◆ Data to use ◆
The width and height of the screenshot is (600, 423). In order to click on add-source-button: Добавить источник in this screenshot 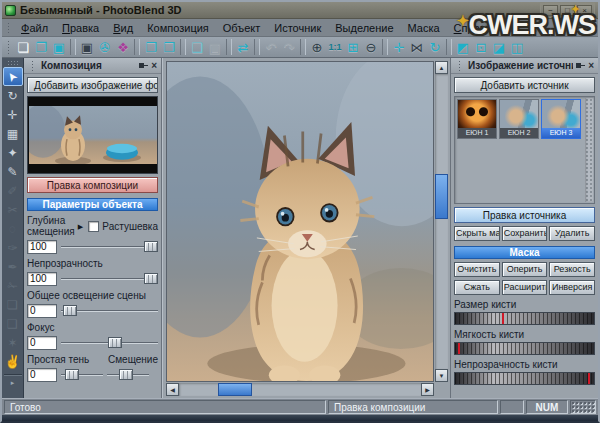, I will do `click(524, 85)`.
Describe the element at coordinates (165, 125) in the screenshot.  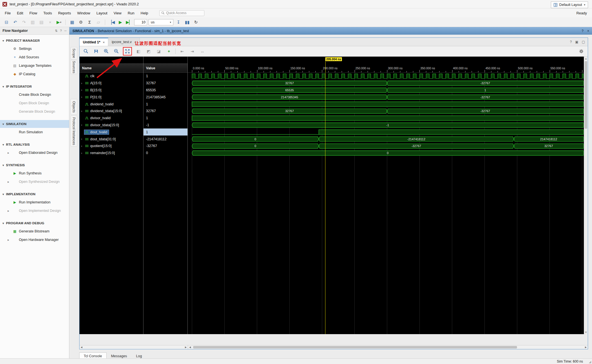
I see `signal-value-cell: -1` at that location.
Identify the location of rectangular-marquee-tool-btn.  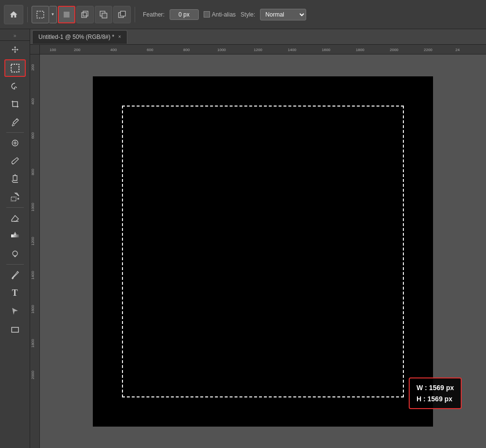
(15, 68).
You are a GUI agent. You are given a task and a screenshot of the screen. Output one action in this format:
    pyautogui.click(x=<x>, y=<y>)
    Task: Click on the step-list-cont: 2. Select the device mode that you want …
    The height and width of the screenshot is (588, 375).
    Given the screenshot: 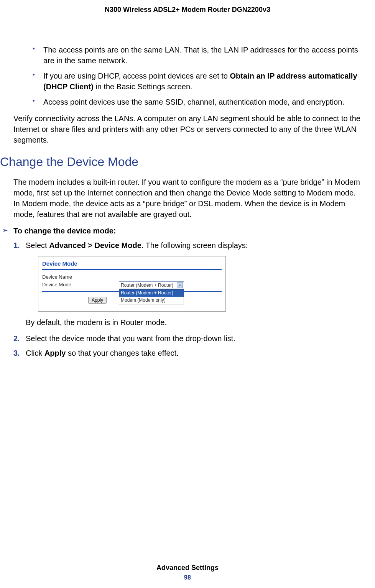 What is the action you would take?
    pyautogui.click(x=188, y=346)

◆ Activity ◆
Leaving out all pictures, set down exactly the lines of the material above, from the line with "Identify the location" to the line with "The height and" inclusive, and no others.

◆ Output for this task ◆
Identify the location of rectangular-marquee-tool-btn.  
(15, 68).
You are a GUI agent. You are given a task and a screenshot of the screen. Output one action in this format:
    pyautogui.click(x=<x>, y=<y>)
    Task: Click on the step-list-cont: 2. Select the device mode that you want …
    The height and width of the screenshot is (588, 375).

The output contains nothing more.